Static set stays primary

Nothing about dynamic loading reduces the value of the static set. WordPress, Laravel, Symfony all run zero-config against the baseline. Dynamic loading is purely additive — for the user who needs MongoDB and doesn’t want to rebuild ePHPm.


Phases

Phase 1 — Loader + introspection

  • ephpm_wrapper_load_extension C wrapper with zend_try guard.
  • Config schema: [php] extensions = [...] in ephpm-config.
  • Loader pass in ephpm-php lifecycle, runs between module startup and first request.
  • ephpm_loaded_extensions() SAPI builtin.
  • Tracing log entry per successful load + clear error per failure.
  • Tests with a known-good ZTS extension (igbinary is a small, well- behaved candidate).

~3 days. The C wrapper plus the config slot plus the loader call is genuinely small.

Phase 2 — Build helper + publishing

  • cargo xtask php-ext flags and cargo xtask php-ext build.
  • ephpm php-build-info CLI subcommand.
  • /etc/ephpm/build-info.json shipped in release tarballs.
  • ephpm_build_info() SAPI builtin.
  • Docs: “How to build a PHP extension for ePHPm”.

~2-3 days. Mostly plumbing existing tools.

Phase 3 — Prebuilt catalog

  • github.com/ephpm/php-ext-catalog: a separate repo with a GHA matrix that builds known-good PECL extensions against each pinned ePHPm PHP version × target × arch combination.
  • Initial catalog (community-driven from there):
    • mongodb — MongoDB driver
    • redis — Redis client (relevant even when KV does most of the job; many apps use Redis directly)
    • igbinary — fast binary serializer
    • msgpack — MessagePack encoder
    • yaml — YAML parser
    • uuid — RFC 4122 UUIDs
    • apcu — in-process user cache (orthogonal to KV)
    • ds — efficient data structures
  • Documented per-extension status (ZTS-safe?, tested-against-versions).

Iterative; first catalog cut takes a couple of days, then it grows.

Phase 4 — Per-vhost extension scoping

  • Today’s [php] extensions is process-wide.

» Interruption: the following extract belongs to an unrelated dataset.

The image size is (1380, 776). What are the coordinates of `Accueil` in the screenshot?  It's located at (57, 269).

Real multi-tenant setups want per-vhost extension sets (“tenant A needs mongodb, tenant B doesn’t, don’t load it for B”).
  • PHP doesn’t natively support per-request extension loading; this requires us to either (a) load every declared extension globally and gate access at the SAPI layer, or (b) prerun separate PHP module-startup contexts per vhost.
  • (a) is cheap and v3-ish. (b) is a much bigger architectural change and probably doesn’t pay back.

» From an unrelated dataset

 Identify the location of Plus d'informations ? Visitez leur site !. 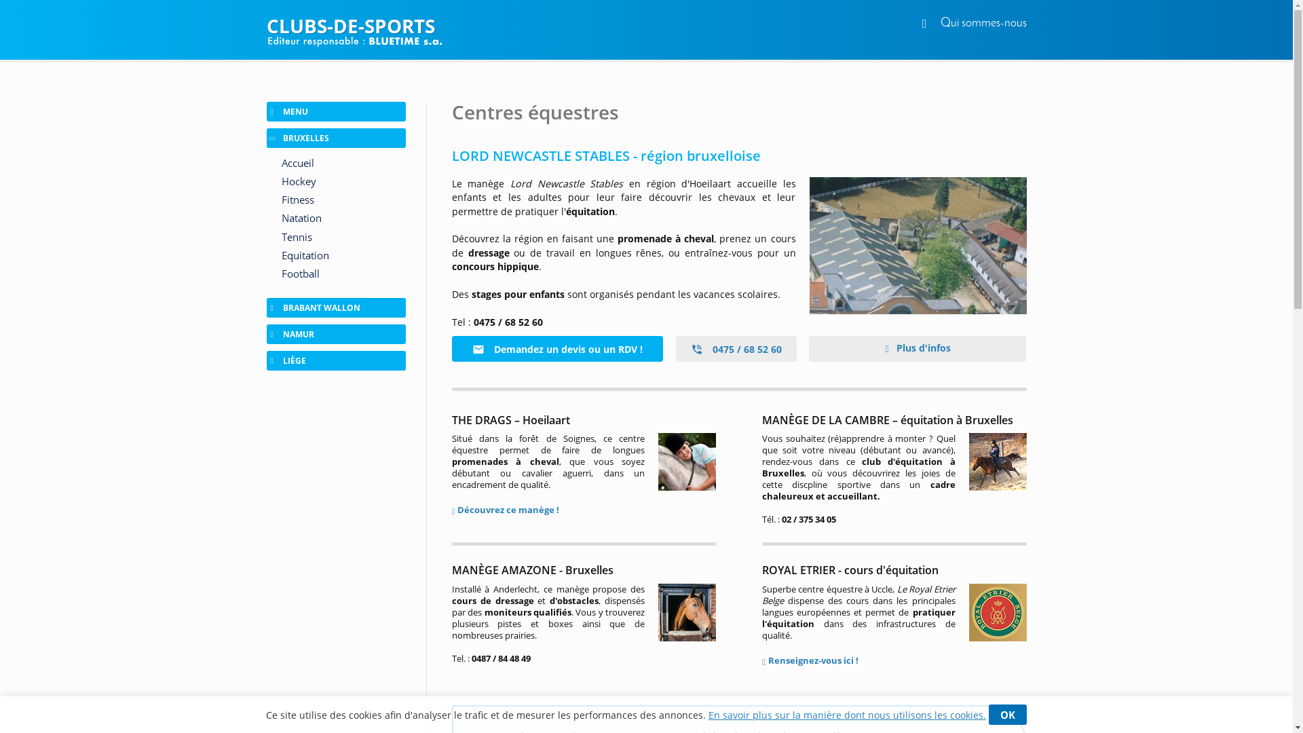
(918, 246).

Deferred unless real demand surfaces.


Relationship to the static set

These two paths coexist forever:

Static (baseline)Dynamic (escape hatch)
How addedBake into php-sdk, rebuild ePHPmDrop .so, list in site.toml
Cost to add oneNew SDK release + ePHPm releaseZero rebuild
Suitable forCommon extensions every PHP app usesNiche / in-house / community extensions
ABI riskTested on every ePHPm releaseUser-managed against published build-info
Crash isolationSame address spaceSame address space
DistributionIn the ePHPm binarySeparate .so files

The static baseline grows slowly and deliberately — extensions graduate from “available in the dynamic catalog” to “shipped in the static set” when usage warrants it.


Why this matters

The single biggest friction point for adopting any PHP runtime is “does it have the extension I need?” Static-only is the cleanest deployment story but the worst answer to that question. PHP itself solved this 25 years ago by supporting both static and shared extensions. ePHPm should too.

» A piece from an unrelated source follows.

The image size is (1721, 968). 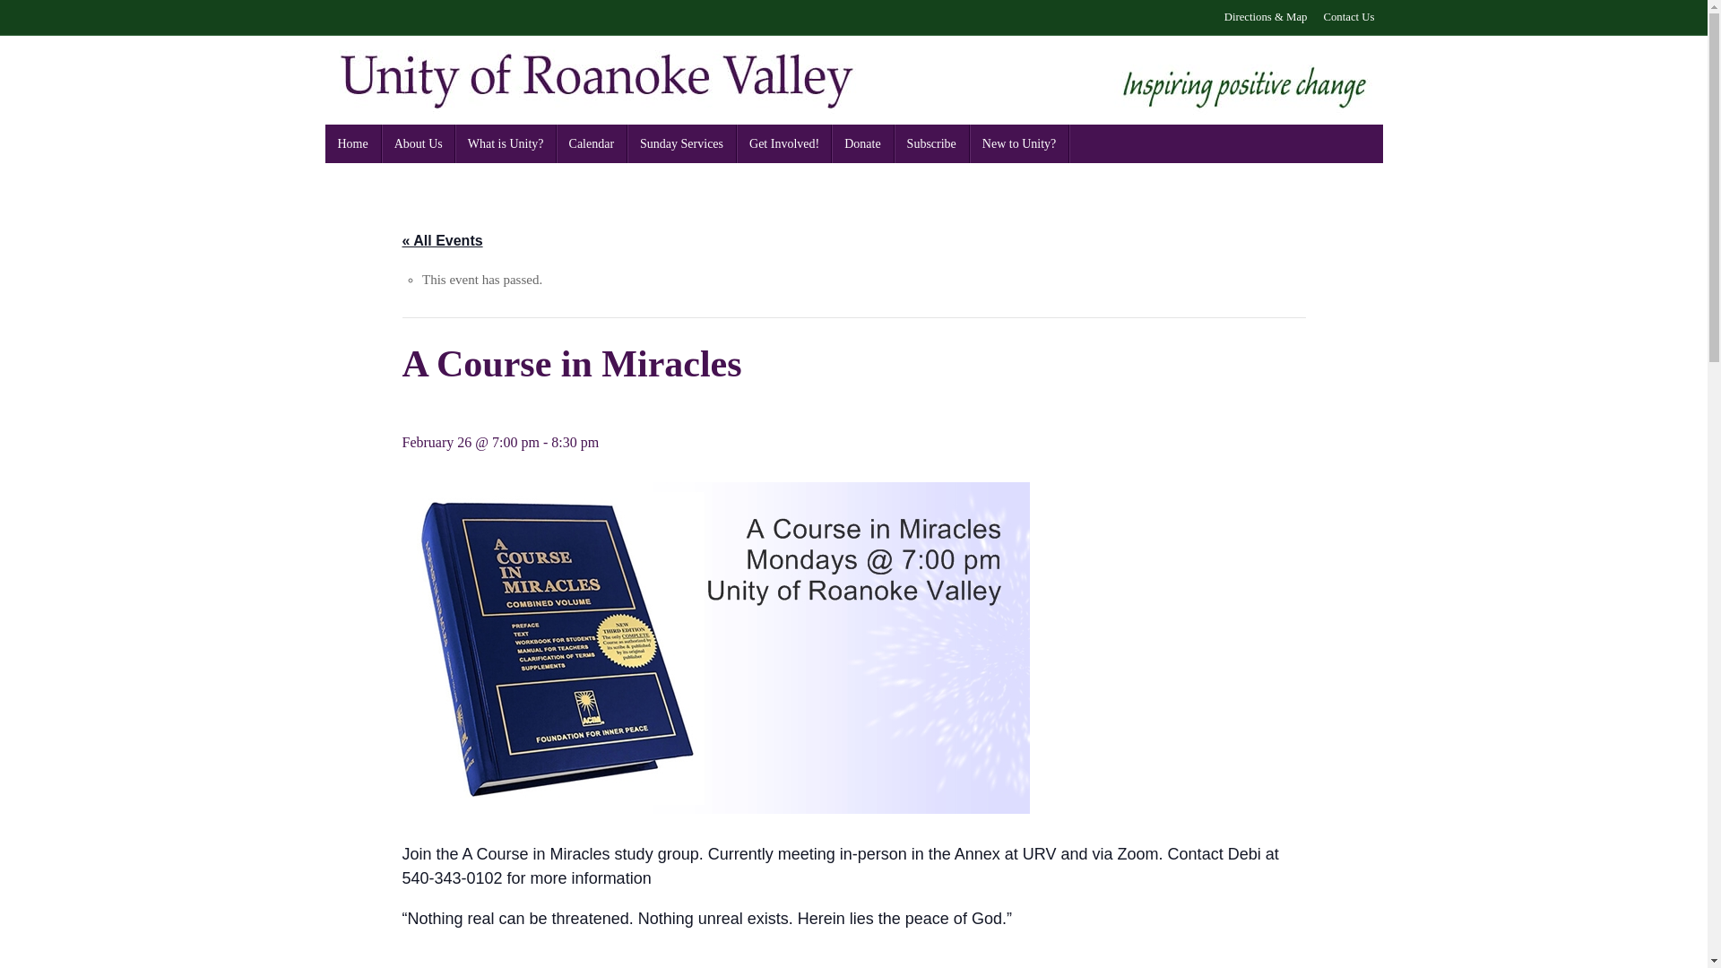 I want to click on Get Involved!, so click(x=784, y=143).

Once this ships, ePHPm becomes the first PHP application server that’s both a single-binary deployment and extensible in the standard PHP way. Drop the binary, drop your extension, point site.toml at it, done — no phpize, no apt install php-mongodb, no Dockerfile dance, no separate PHP-FPM rebuild.

It also enables the natural pairing with middleware: the Native Middleware loader and this loader are the same shape (dlopen + lifecycle + ABI contract), differing only in which surface they target (the request pipeline vs the Zend Engine’s module table). Both turn ePHPm into a small, batteries-included core that grows by accepting native .so files at runtime — a familiar, well-trodden extension model.